## Work required
Only the images are to be dropped; the records themselves must be repeated exactly.

## Collected data
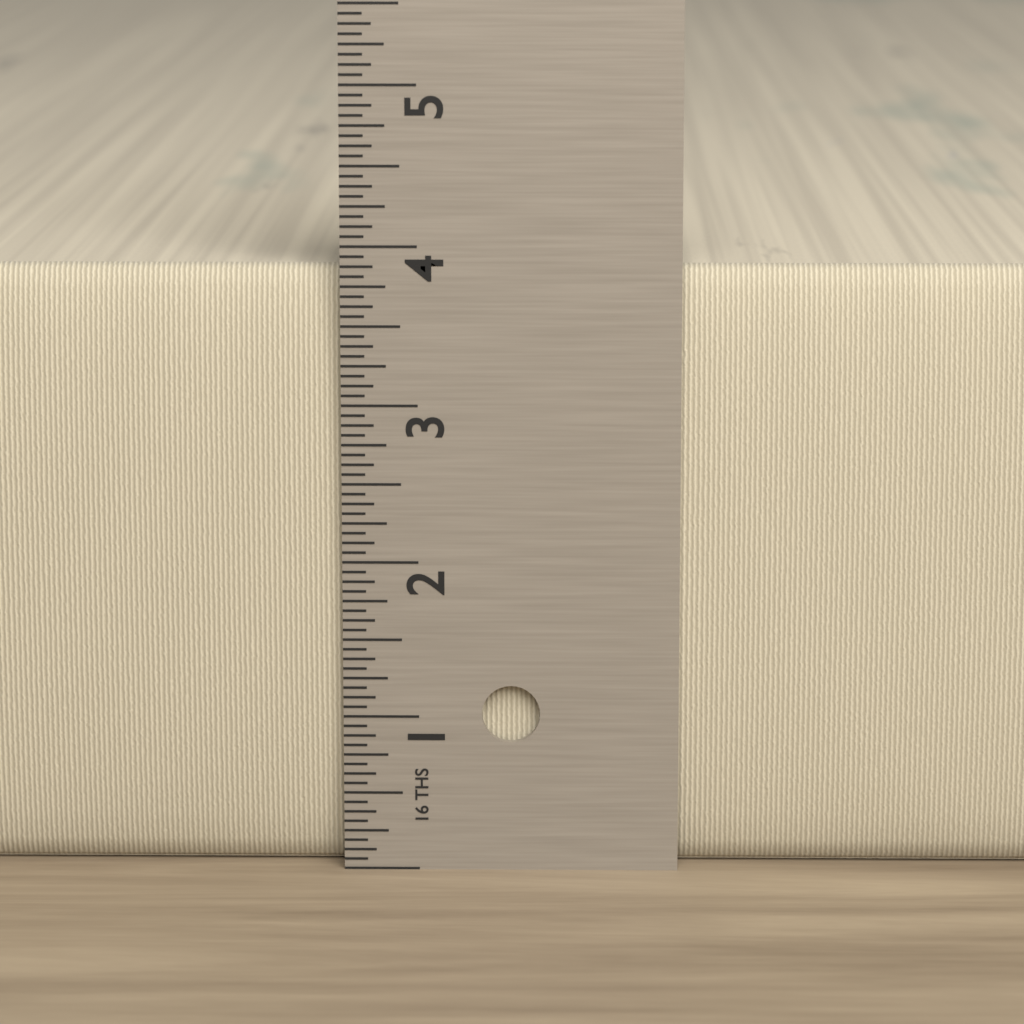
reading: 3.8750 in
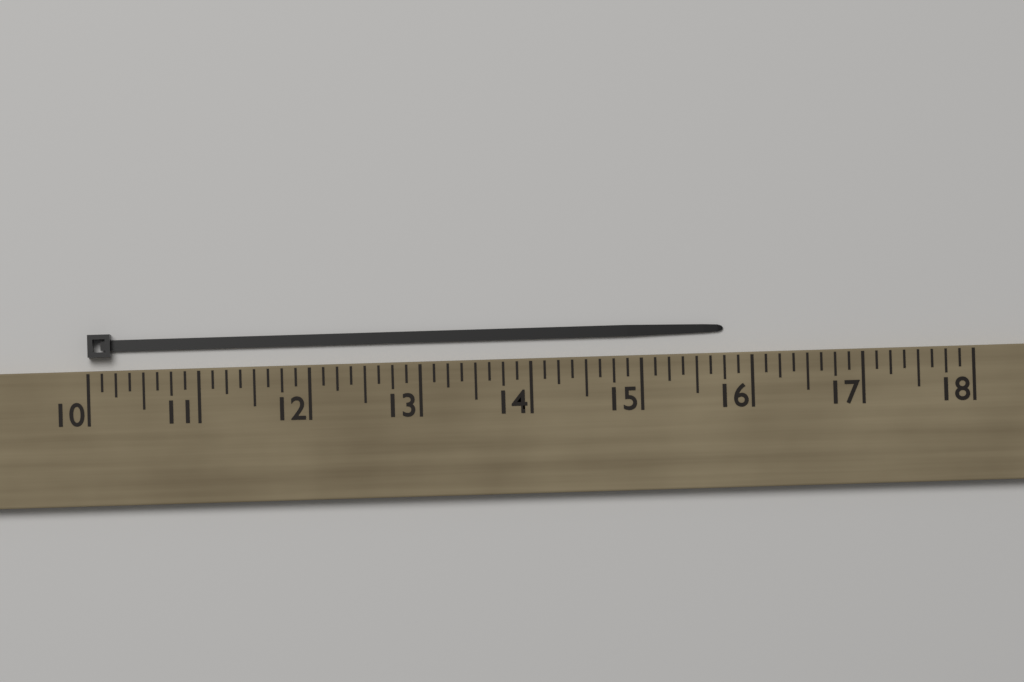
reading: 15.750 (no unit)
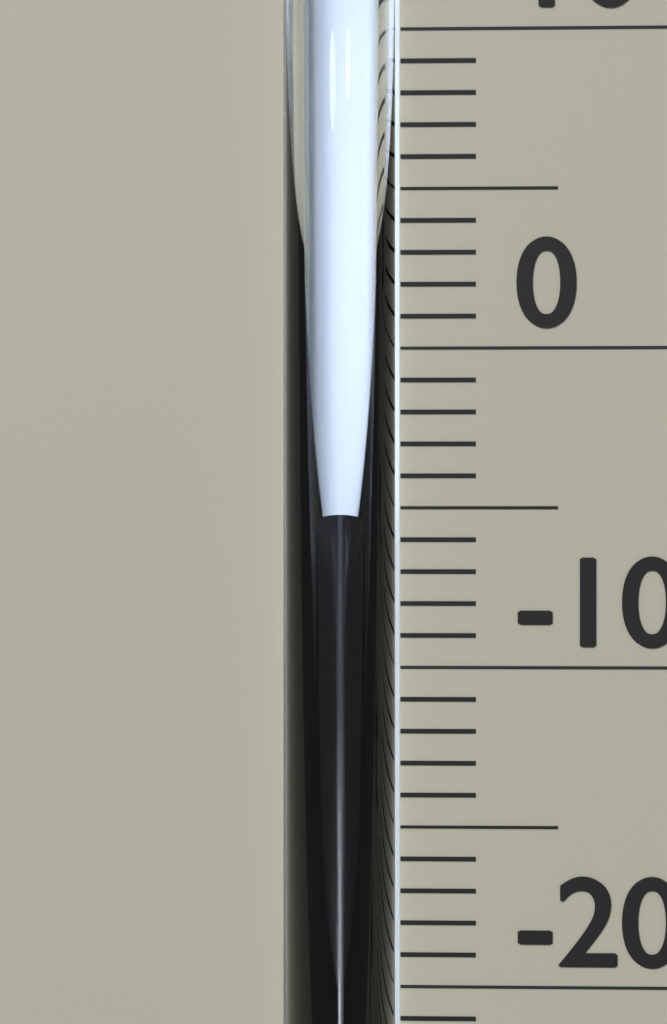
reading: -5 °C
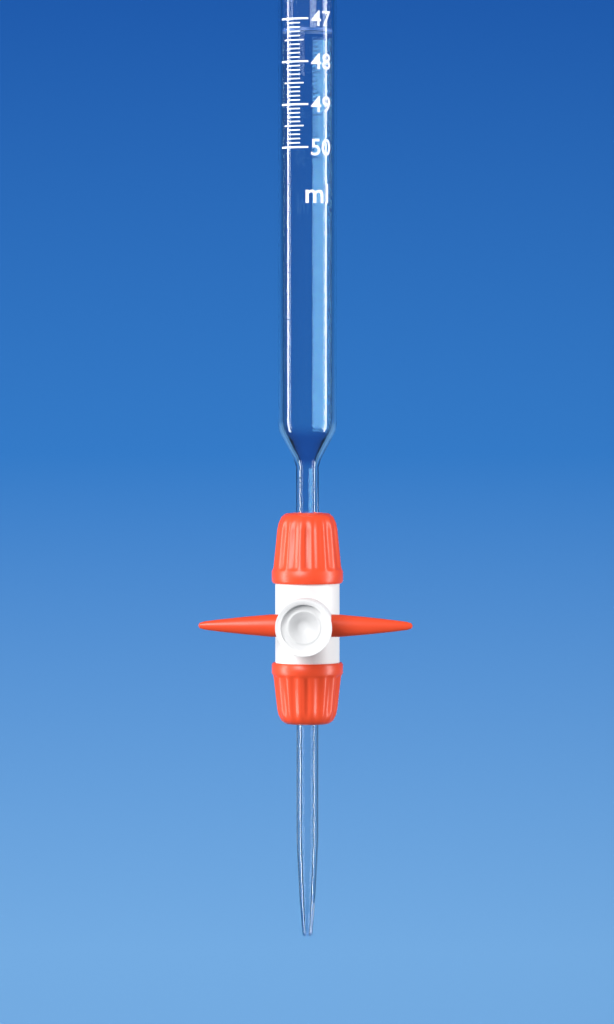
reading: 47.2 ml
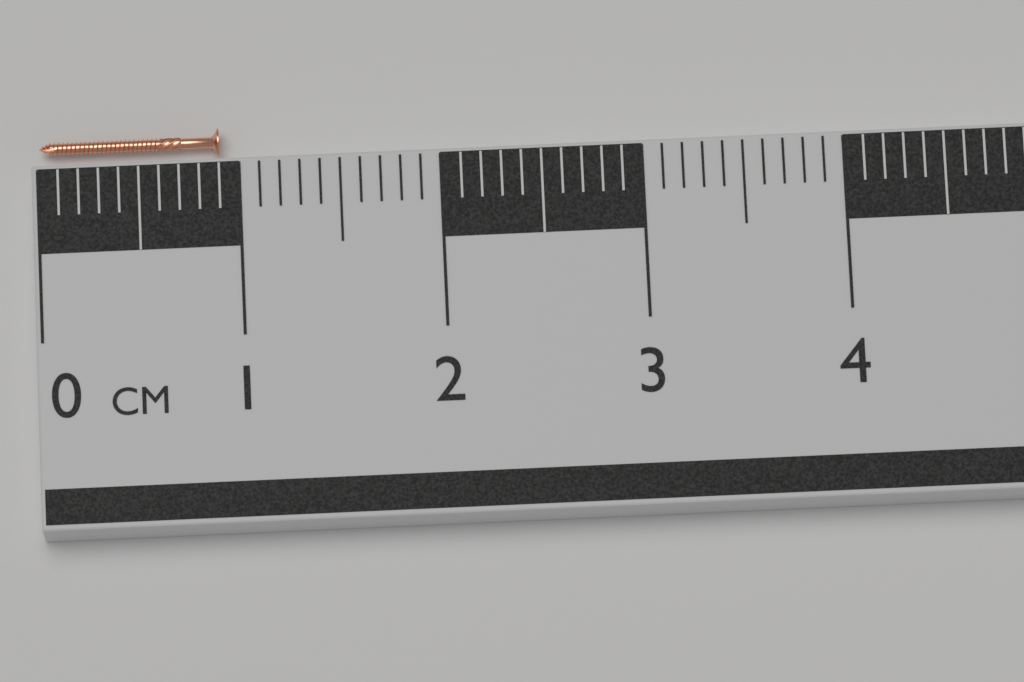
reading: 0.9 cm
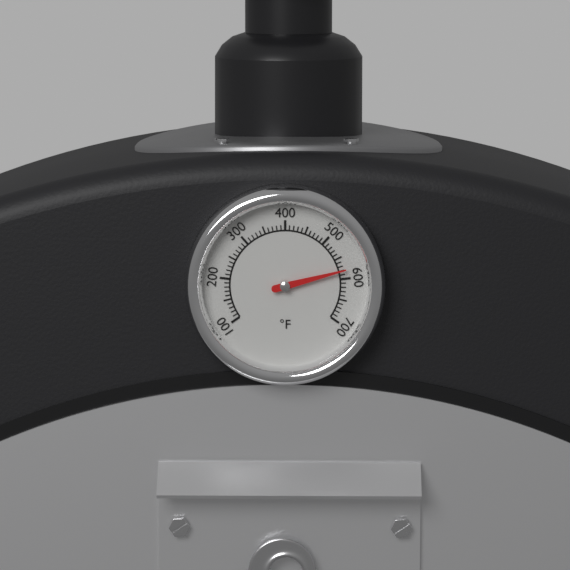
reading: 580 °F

## Response to this exercise
reading: 3.8750 in
reading: 15.750 (no unit)
reading: -5 °C
reading: 47.2 ml
reading: 0.9 cm
reading: 580 °F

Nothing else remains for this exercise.